*Work request*
All records that follow are to be output exactly.

*Given data*
*** Begin section ***

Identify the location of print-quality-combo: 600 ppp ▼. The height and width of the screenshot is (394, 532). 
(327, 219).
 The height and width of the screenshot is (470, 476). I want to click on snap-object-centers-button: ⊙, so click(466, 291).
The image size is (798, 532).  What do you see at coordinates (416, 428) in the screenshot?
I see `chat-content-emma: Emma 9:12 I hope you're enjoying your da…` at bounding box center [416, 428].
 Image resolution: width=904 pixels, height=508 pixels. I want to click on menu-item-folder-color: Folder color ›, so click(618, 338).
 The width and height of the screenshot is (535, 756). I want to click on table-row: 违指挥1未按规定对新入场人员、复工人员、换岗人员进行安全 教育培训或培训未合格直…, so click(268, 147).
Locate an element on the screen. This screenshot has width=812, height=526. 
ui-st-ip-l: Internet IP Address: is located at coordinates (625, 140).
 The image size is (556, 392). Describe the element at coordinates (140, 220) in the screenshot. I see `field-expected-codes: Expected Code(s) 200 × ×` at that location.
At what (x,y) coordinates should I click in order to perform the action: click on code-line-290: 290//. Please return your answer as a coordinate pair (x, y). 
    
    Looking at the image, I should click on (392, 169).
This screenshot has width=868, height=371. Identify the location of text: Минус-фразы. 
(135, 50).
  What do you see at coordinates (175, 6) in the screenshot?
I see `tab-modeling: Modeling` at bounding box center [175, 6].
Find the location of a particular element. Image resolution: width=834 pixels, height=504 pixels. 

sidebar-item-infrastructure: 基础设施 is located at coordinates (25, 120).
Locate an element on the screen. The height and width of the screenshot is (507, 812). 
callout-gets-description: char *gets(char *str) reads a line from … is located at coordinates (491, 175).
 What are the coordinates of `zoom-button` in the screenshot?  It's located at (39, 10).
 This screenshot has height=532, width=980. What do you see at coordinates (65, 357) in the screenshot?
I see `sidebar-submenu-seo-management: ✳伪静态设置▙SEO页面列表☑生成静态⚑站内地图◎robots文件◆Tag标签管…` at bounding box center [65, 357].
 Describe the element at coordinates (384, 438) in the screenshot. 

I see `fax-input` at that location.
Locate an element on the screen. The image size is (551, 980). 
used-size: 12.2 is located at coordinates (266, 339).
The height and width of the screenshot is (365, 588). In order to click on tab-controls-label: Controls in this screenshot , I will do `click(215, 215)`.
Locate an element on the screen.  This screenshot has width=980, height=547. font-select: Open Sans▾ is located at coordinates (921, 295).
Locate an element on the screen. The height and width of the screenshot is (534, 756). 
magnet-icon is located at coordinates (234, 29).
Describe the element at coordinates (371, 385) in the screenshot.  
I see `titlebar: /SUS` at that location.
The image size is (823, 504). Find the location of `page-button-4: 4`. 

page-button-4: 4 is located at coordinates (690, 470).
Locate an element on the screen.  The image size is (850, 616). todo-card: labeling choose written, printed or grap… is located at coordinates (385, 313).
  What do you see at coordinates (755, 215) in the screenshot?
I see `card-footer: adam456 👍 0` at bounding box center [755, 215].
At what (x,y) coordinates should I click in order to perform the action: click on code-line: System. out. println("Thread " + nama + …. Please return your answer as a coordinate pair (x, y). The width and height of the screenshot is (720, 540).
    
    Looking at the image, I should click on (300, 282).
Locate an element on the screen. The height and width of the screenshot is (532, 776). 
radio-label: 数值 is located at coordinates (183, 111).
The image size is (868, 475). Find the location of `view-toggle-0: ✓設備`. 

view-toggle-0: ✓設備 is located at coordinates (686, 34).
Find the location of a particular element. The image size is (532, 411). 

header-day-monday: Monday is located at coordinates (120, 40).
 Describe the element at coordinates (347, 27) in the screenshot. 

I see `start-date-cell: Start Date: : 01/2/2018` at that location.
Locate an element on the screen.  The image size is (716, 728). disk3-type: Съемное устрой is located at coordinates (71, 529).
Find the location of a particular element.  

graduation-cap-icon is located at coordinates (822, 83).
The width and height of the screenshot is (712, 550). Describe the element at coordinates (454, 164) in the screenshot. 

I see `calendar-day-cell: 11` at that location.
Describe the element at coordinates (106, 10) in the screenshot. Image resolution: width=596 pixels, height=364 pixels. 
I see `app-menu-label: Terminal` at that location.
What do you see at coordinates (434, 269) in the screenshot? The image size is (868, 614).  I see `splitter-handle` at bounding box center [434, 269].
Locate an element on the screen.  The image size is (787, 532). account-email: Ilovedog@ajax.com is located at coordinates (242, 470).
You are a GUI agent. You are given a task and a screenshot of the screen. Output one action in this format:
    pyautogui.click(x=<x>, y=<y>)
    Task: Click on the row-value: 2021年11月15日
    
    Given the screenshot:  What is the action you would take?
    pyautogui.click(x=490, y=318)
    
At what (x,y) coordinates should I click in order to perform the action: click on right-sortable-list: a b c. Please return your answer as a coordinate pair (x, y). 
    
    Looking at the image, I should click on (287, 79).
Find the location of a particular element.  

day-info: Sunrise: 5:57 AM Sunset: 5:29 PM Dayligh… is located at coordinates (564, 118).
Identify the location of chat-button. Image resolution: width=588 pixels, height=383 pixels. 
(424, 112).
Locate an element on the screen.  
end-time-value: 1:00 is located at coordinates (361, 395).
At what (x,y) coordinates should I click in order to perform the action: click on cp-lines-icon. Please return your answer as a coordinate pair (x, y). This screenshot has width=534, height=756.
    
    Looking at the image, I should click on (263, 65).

*** End section ***

*Written solution*
Identify the location of print-quality-combo: 600 ppp ▼. The height and width of the screenshot is (394, 532). 
(327, 219).
 The height and width of the screenshot is (470, 476). I want to click on snap-object-centers-button: ⊙, so click(466, 291).
The image size is (798, 532).  What do you see at coordinates (416, 428) in the screenshot?
I see `chat-content-emma: Emma 9:12 I hope you're enjoying your da…` at bounding box center [416, 428].
 Image resolution: width=904 pixels, height=508 pixels. I want to click on menu-item-folder-color: Folder color ›, so click(618, 338).
 The width and height of the screenshot is (535, 756). I want to click on table-row: 违指挥1未按规定对新入场人员、复工人员、换岗人员进行安全 教育培训或培训未合格直…, so click(268, 147).
Locate an element on the screen. This screenshot has width=812, height=526. 
ui-st-ip-l: Internet IP Address: is located at coordinates (625, 140).
 The image size is (556, 392). Describe the element at coordinates (140, 220) in the screenshot. I see `field-expected-codes: Expected Code(s) 200 × ×` at that location.
At what (x,y) coordinates should I click in order to perform the action: click on code-line-290: 290//. Please return your answer as a coordinate pair (x, y). 
    
    Looking at the image, I should click on (392, 169).
This screenshot has width=868, height=371. Identify the location of text: Минус-фразы. 
(135, 50).
  What do you see at coordinates (175, 6) in the screenshot?
I see `tab-modeling: Modeling` at bounding box center [175, 6].
Find the location of a particular element. Image resolution: width=834 pixels, height=504 pixels. 

sidebar-item-infrastructure: 基础设施 is located at coordinates (25, 120).
Locate an element on the screen. The height and width of the screenshot is (507, 812). 
callout-gets-description: char *gets(char *str) reads a line from … is located at coordinates (491, 175).
 What are the coordinates of `zoom-button` in the screenshot?  It's located at (39, 10).
 This screenshot has height=532, width=980. What do you see at coordinates (65, 357) in the screenshot?
I see `sidebar-submenu-seo-management: ✳伪静态设置▙SEO页面列表☑生成静态⚑站内地图◎robots文件◆Tag标签管…` at bounding box center [65, 357].
 Describe the element at coordinates (384, 438) in the screenshot. 

I see `fax-input` at that location.
Locate an element on the screen. The image size is (551, 980). 
used-size: 12.2 is located at coordinates (266, 339).
The height and width of the screenshot is (365, 588). In order to click on tab-controls-label: Controls in this screenshot , I will do `click(215, 215)`.
Locate an element on the screen.  This screenshot has width=980, height=547. font-select: Open Sans▾ is located at coordinates (921, 295).
Locate an element on the screen. The height and width of the screenshot is (534, 756). 
magnet-icon is located at coordinates (234, 29).
Describe the element at coordinates (371, 385) in the screenshot.  
I see `titlebar: /SUS` at that location.
The image size is (823, 504). Find the location of `page-button-4: 4`. 

page-button-4: 4 is located at coordinates (690, 470).
Locate an element on the screen.  The image size is (850, 616). todo-card: labeling choose written, printed or grap… is located at coordinates (385, 313).
  What do you see at coordinates (755, 215) in the screenshot?
I see `card-footer: adam456 👍 0` at bounding box center [755, 215].
At what (x,y) coordinates should I click in order to perform the action: click on code-line: System. out. println("Thread " + nama + …. Please return your answer as a coordinate pair (x, y). The width and height of the screenshot is (720, 540).
    
    Looking at the image, I should click on (300, 282).
Locate an element on the screen. The height and width of the screenshot is (532, 776). 
radio-label: 数值 is located at coordinates (183, 111).
The image size is (868, 475). Find the location of `view-toggle-0: ✓設備`. 

view-toggle-0: ✓設備 is located at coordinates (686, 34).
Find the location of a particular element. The image size is (532, 411). 

header-day-monday: Monday is located at coordinates (120, 40).
 Describe the element at coordinates (347, 27) in the screenshot. 

I see `start-date-cell: Start Date: : 01/2/2018` at that location.
Locate an element on the screen.  The image size is (716, 728). disk3-type: Съемное устрой is located at coordinates (71, 529).
Find the location of a particular element.  

graduation-cap-icon is located at coordinates (822, 83).
The width and height of the screenshot is (712, 550). Describe the element at coordinates (454, 164) in the screenshot. 

I see `calendar-day-cell: 11` at that location.
Describe the element at coordinates (106, 10) in the screenshot. Image resolution: width=596 pixels, height=364 pixels. 
I see `app-menu-label: Terminal` at that location.
What do you see at coordinates (434, 269) in the screenshot? The image size is (868, 614).  I see `splitter-handle` at bounding box center [434, 269].
Locate an element on the screen.  The image size is (787, 532). account-email: Ilovedog@ajax.com is located at coordinates (242, 470).
You are a GUI agent. You are given a task and a screenshot of the screen. Output one action in this format:
    pyautogui.click(x=<x>, y=<y>)
    Task: Click on the row-value: 2021年11月15日
    
    Given the screenshot:  What is the action you would take?
    pyautogui.click(x=490, y=318)
    
At what (x,y) coordinates should I click in order to perform the action: click on right-sortable-list: a b c. Please return your answer as a coordinate pair (x, y). 
    
    Looking at the image, I should click on (287, 79).
Find the location of a particular element.  

day-info: Sunrise: 5:57 AM Sunset: 5:29 PM Dayligh… is located at coordinates (564, 118).
Identify the location of chat-button. Image resolution: width=588 pixels, height=383 pixels. 
(424, 112).
Locate an element on the screen.  
end-time-value: 1:00 is located at coordinates (361, 395).
At what (x,y) coordinates should I click in order to perform the action: click on cp-lines-icon. Please return your answer as a coordinate pair (x, y). This screenshot has width=534, height=756.
    
    Looking at the image, I should click on (263, 65).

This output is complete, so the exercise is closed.